Architecture · 6 min read

Webhook retry strategy that actually works

Most webhook handlers retry too aggressively or too timidly. Here's the schedule that survives real-world incidents without amplifying them.

Published 2026-04-22 · Last updated 2026-05-01

The default retry strategy in most internal-tooling code looks like: try, sleep 1 second, try again, sleep 2 seconds, give up. That schedule was fine for HTTP calls between two healthy services. It's actively harmful for webhook delivery to a downstream that might be in a deploy or a partial outage.

Why aggressive retries make outages worse

If your downstream is briefly unavailable because it's restarting, hammering it with retries every 1-5 seconds delays its recovery. The downstream's startup is probably I/O bound (loading config, opening Postgres connections). Your retries compete with that startup work. You're also generating more inbound traffic to a stack that's struggling.

Worse: if you have N webhooks waiting to deliver and they're all retrying every 5 seconds, you've created a self-DDOS pattern. The downstream comes up, gets hit with N parallel requests, falls over, gets retried, falls over again.

Why timid retries miss the recovery window

The opposite mistake: retry after 10 minutes, then 1 hour, then give up. You miss the 30-second window during which the downstream actually recovered, and you stop retrying long before the 4-hour incident is over.

The schedule that works

After a few hundred production incidents across different SaaS architectures, the schedule that actually covers the realistic failure modes is exponential backoff with a cap, plus jitter:

  • Attempt 1: immediate (the original delivery)
  • Attempt 2: 1 minute (covers 95% of brief restarts)
  • Attempt 3: 5 minutes (covers most incident-recovery windows)
  • Attempt 4: 15 minutes (covers DB failovers, long restarts)
  • Attempt 5: 1 hour (covers slower incidents)
  • Attempt 6: 4 hours (covers extended outages)
  • After attempt 6: surface in UI for manual replay

Add ±10% jitter to each interval so simultaneous retries don't synchronize.

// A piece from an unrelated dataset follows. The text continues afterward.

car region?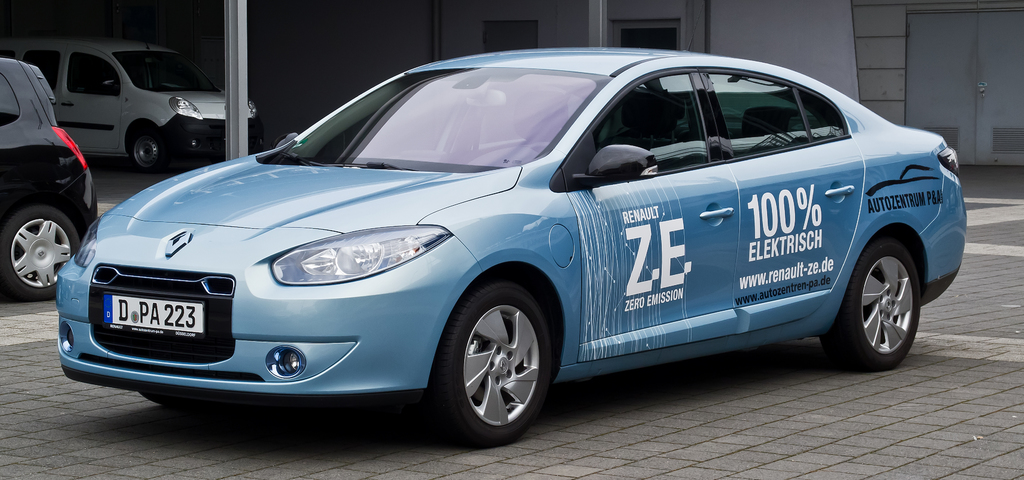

Cap total attempts at 6; after that, a human should look at the payload and decide whether to retry, edit-and-replay, or write off.

Why this specific schedule

1 minute is long enough that a Phoenix release rolling will be done. 5 minutes covers most pod-eviction and Postgres-failover scenarios. 15 minutes catches longer DB issues. 1 hour and 4 hours cover the slow-burn incident class. Beyond 4 hours you have a real outage that needs human intervention regardless.

Crucially: each retry is acceptable to your downstream because the gaps grow geometrically. You're not amplifying the incident.

Idempotency is non-negotiable

This schedule only works if your downstream handler is idempotent. It is your handler's job to deduplicate based on the event's stable identifier (Stripe event ID, Polar event ID, etc.). Without idempotency, retries cause double-charged customers, duplicate emails, and other unrecoverable side effects.

Pair this retry schedule with: a stable event ID stored in your DB, a uniqueness constraint on it, and a 'have I seen this event before' check at the top of every handler. With those three, retries are safe.

Where this fits in

If you're using Zalapier or Hookdeck or Svix, the retry schedule is built in. If you're rolling your own, 200 lines of Oban + Postgres can implement this faithfully. The schedule above is what Zalapier ships by default.

Skip the implementation work

Zalapier ships this exact retry schedule out of the box. Free for 1,000 events/month.